TY - GEN
T1 - Den
T2 - 25th International Conference on Pattern Recognition, ICPR 2020
AU - Wu, You Feng
AU - Tran, Vu Hoang
AU - Chang, Ting Wei
AU - Chiu, Wei-Chen
AU - Huang, Ching-Chun
N1 - Publisher Copyright:
© 2020 IEEE
PY - 2020
Y1 - 2020
N2 - In this paper, we tackle the depth completion problem. Conventional depth sensors usually produce incomplete depth maps due to the property of surface reflection, especially for the window areas, metal surfaces, and object boundaries. However, we observe that the corresponding RGB images are still dense and preserve all of the useful structural information. The observation brings us to the question of whether we can borrow this structural information from RGB images to inpaint the corresponding incomplete depth maps. In this paper, we answer that question by proposing a Disentangling and Exchanging Network (DEN) for depth completion. The network is designed based on the assumption that after suitable feature disentanglement, RGB images and depth maps share a common domain for representing structural information. So we firstly disentangle both RGB and depth images into domain-invariant content parts, which contain structural information, and domain-specific style parts. Then, by exchanging the complete structural information extracted from the RGB image with incomplete information extracted from the depth map, we can generate the complete version of the depth map. Furthermore, to address the mixed-depth problem, a newly proposed depth representation is applied. By modeling depth estimation as a classification problem coupled with coefficient estimation, blurry edges are enhanced in the depth map. At last, we have implemented ablation experiments to verify the effectiveness of the proposed DEN model. The results also demonstrate the superiority of DEN over some state-of-the-art approaches.

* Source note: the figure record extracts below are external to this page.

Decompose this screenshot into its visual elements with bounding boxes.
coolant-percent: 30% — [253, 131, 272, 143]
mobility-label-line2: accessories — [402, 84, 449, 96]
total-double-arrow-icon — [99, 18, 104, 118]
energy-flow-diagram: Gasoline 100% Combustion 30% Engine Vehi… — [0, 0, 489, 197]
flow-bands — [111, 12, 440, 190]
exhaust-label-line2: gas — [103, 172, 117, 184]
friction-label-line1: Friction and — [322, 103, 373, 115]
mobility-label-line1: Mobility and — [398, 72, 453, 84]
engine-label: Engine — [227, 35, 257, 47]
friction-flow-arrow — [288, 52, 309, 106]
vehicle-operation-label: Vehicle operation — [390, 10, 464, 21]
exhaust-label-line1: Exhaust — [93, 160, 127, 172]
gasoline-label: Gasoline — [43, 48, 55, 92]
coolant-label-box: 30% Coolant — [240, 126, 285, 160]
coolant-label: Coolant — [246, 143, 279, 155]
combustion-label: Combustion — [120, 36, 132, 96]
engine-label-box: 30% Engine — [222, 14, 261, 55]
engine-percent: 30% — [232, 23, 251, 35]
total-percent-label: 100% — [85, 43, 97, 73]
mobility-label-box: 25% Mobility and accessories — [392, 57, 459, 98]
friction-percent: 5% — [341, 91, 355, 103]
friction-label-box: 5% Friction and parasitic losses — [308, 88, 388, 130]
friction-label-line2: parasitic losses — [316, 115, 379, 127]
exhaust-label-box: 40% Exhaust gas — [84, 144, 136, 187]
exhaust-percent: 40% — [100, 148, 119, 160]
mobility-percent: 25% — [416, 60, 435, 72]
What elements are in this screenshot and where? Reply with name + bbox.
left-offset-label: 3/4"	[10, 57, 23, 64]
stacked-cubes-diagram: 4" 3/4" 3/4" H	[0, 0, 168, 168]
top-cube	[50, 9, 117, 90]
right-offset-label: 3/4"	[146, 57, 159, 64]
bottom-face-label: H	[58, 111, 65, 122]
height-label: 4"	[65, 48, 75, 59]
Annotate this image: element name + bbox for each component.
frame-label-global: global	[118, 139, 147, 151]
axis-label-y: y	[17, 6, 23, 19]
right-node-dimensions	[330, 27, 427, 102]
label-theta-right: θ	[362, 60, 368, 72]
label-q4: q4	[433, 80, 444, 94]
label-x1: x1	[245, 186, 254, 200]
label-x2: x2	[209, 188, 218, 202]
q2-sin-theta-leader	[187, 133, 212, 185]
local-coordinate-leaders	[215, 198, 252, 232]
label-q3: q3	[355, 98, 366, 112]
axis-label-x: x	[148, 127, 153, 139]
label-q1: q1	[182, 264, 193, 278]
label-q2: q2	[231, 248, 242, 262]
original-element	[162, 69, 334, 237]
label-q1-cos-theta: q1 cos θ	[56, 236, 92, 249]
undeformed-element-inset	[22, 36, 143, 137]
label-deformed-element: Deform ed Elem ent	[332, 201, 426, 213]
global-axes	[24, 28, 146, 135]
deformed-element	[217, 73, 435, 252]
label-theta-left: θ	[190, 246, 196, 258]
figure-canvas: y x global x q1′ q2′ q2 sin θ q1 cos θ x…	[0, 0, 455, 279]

AB - In this paper, we tackle the depth completion problem. Conventional depth sensors usually produce incomplete depth maps due to the property of surface reflection, especially for the window areas, metal surfaces, and object boundaries. However, we observe that the corresponding RGB images are still dense and preserve all of the useful structural information. The observation brings us to the question of whether we can borrow this structural information from RGB images to inpaint the corresponding incomplete depth maps. In this paper, we answer that question by proposing a Disentangling and Exchanging Network (DEN) for depth completion. The network is designed based on the assumption that after suitable feature disentanglement, RGB images and depth maps share a common domain for representing structural information. So we firstly disentangle both RGB and depth images into domain-invariant content parts, which contain structural information, and domain-specific style parts. Then, by exchanging the complete structural information extracted from the RGB image with incomplete information extracted from the depth map, we can generate the complete version of the depth map. Furthermore, to address the mixed-depth problem, a newly proposed depth representation is applied. By modeling depth estimation as a classification problem coupled with coefficient estimation, blurry edges are enhanced in the depth map. At last, we have implemented ablation experiments to verify the effectiveness of the proposed DEN model. The results also demonstrate the superiority of DEN over some state-of-the-art approaches.
UR - http://www.scopus.com/inward/record.url?scp=85110452223&partnerID=8YFLogxK
U2 - 10.1109/ICPR48806.2021.9413146
DO - 10.1109/ICPR48806.2021.9413146
M3 - Conference contribution
AN - SCOPUS:85110452223
T3 - Proceedings - International Conference on Pattern Recognition
SP - 893
EP - 900
BT - Proceedings of ICPR 2020 - 25th International Conference on Pattern Recognition
PB - Institute of Electrical and Electronics Engineers Inc.